America’s ports are operating today even as a federal funding lapse triggered a government shutdown at 12:01 a.m. ET on October 1. The key takeaway for drayage and over-the-road carriers: freight can still be cleared and moved, but cargoes that need decisions from non-CBP agencies are primed for delays that can ripple into yards, chassis pools and appointment schedules.
Customs officers remain on the job. The Department of Homeland Security’s contingency posture keeps U.S. Customs and Border Protection revenue collection and frontline functions running, meaning duties are assessed and cargo inspections continue. That keeps the core import pipeline from seizing up, but it doesn’t eliminate bottlenecks tied to other agencies’ sign-offs.
Ports themselves are signaling “business as usual” where they can. The Port of Seattle said on September 30 that its facilities, including cargo terminals at SEA Airport and cruise berths, would remain open and that it is working with federal partners to keep operations as close to normal as possible. For truckers, that means gates are open—but container availability may still hinge on federal release messages.
Where the friction starts: partner-agency approvals. With the shutdown in effect, agencies beyond CBP face furloughs or curtailed activities. The EPA is among the departments with large cutbacks, and Labor and Commerce halted data releases; while USDA will maintain essential food safety and animal health inspections, noncritical work pauses. For shippers moving commodities that require EPA or FDA touches—or entries that depend on partner-government-agency flags—expect holds to linger longer and plan for more yard dwell and rework of pickup windows.

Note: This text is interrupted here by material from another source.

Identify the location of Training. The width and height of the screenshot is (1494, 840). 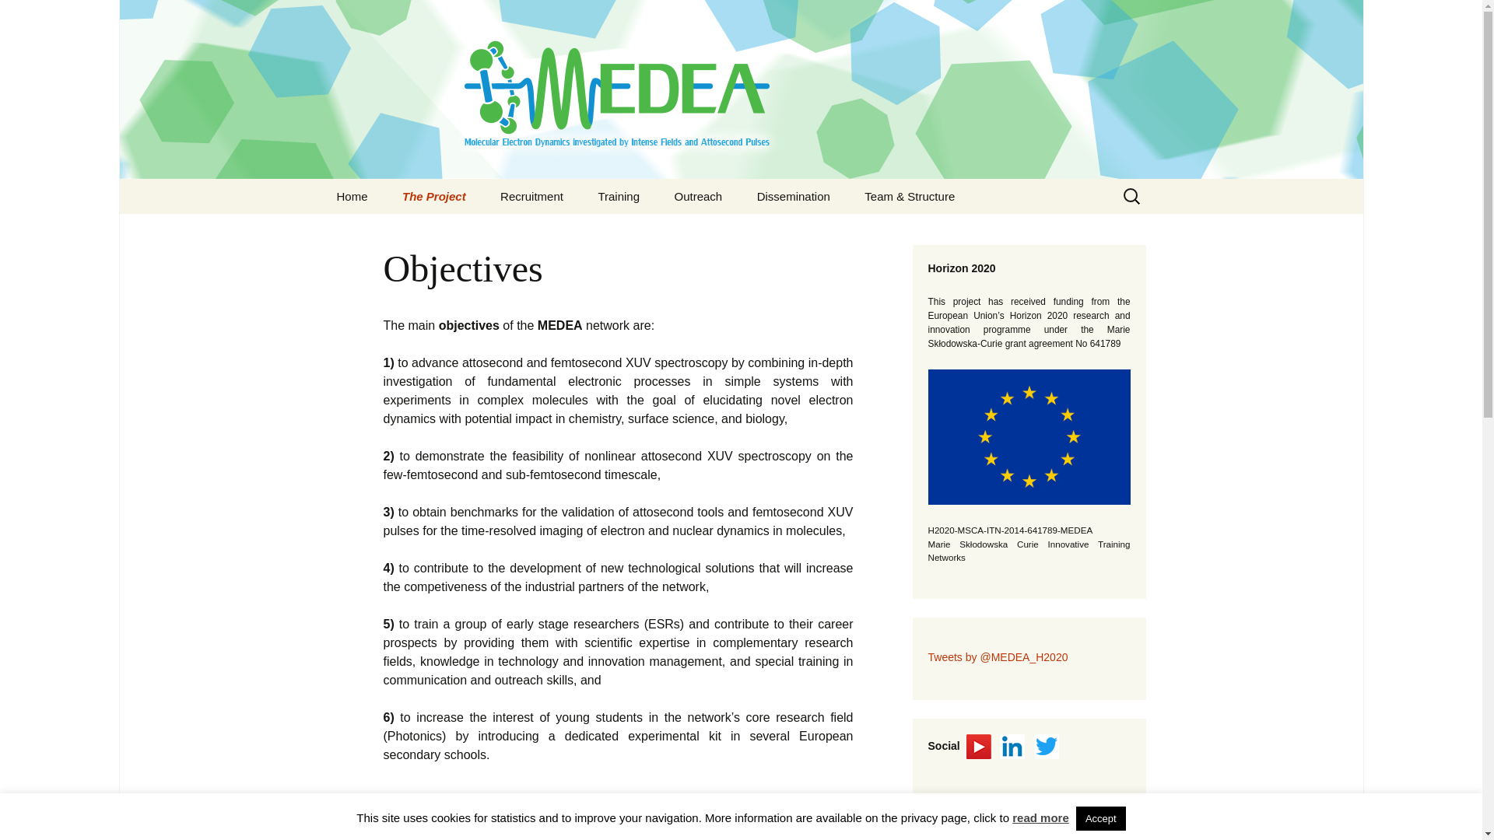
(618, 196).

Transportation knock-ons will add to the noise even if ports keep working. The Department of Transportation said an appropriations lapse would sideline thousands at the FAA, a reminder that support functions across the transportation system—not just at airports—are running lean. The direct maritime impact may be muted day one, but thinner federal staffing in back offices often shows up a few days later as slower responses to waivers, approvals and grant paperwork that ports and tenants rely on.

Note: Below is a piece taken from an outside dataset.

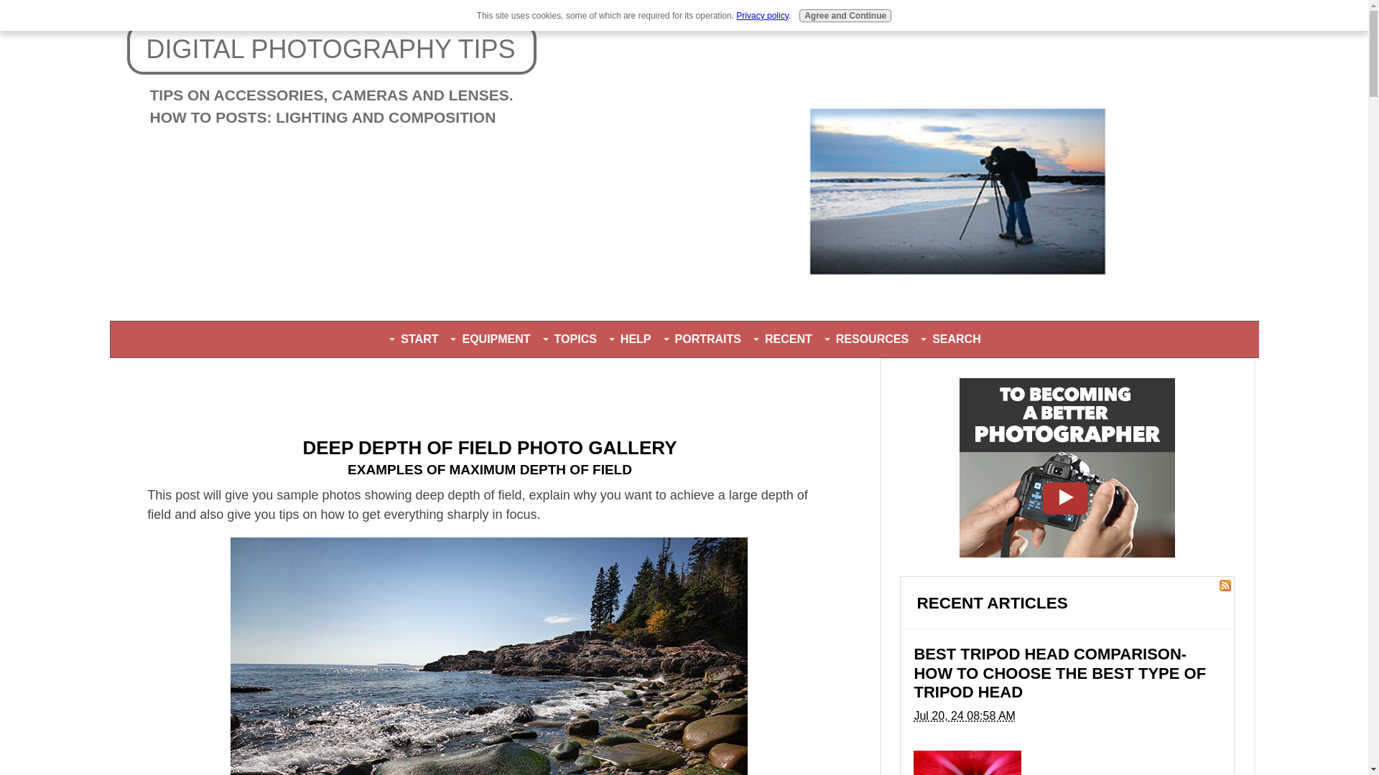  Describe the element at coordinates (330, 49) in the screenshot. I see `DIGITAL PHOTOGRAPHY TIPS` at that location.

Planning is harder when the dashboards go dark. With Labor Department releases—including weekly jobless claims and the September employment report—on ice during the shutdown, carriers and brokers lose high-frequency signals they use to calibrate staffing, lane pricing and equipment positioning. Expect more conservative forecasting and tighter appointment discipline from importers until government data starts flowing again.
What this means on the ground for trucking companies serving the ports: treat every PGA-dependent container as a potential slow-mover; build extra buffer into free-time clocks; confirm terminal availability before dispatch; and communicate early with BCOs about re-sequencing pickups if one SKU in a mixed load is awaiting release. The upside is that CBP’s continued operations should keep a baseline of freight moving, limiting the risk of a full stop at the marine terminals.
The bottom line: the shutdown is unlikely to close the gates, but it will test the links between customs clearance and the specialized approvals many shipments require. For drayage fleets and their shipper customers, the next few days are about managing the gray area—containers that are physically ready but not yet legally releasable—and protecting against detention and demurrage through tighter coordination.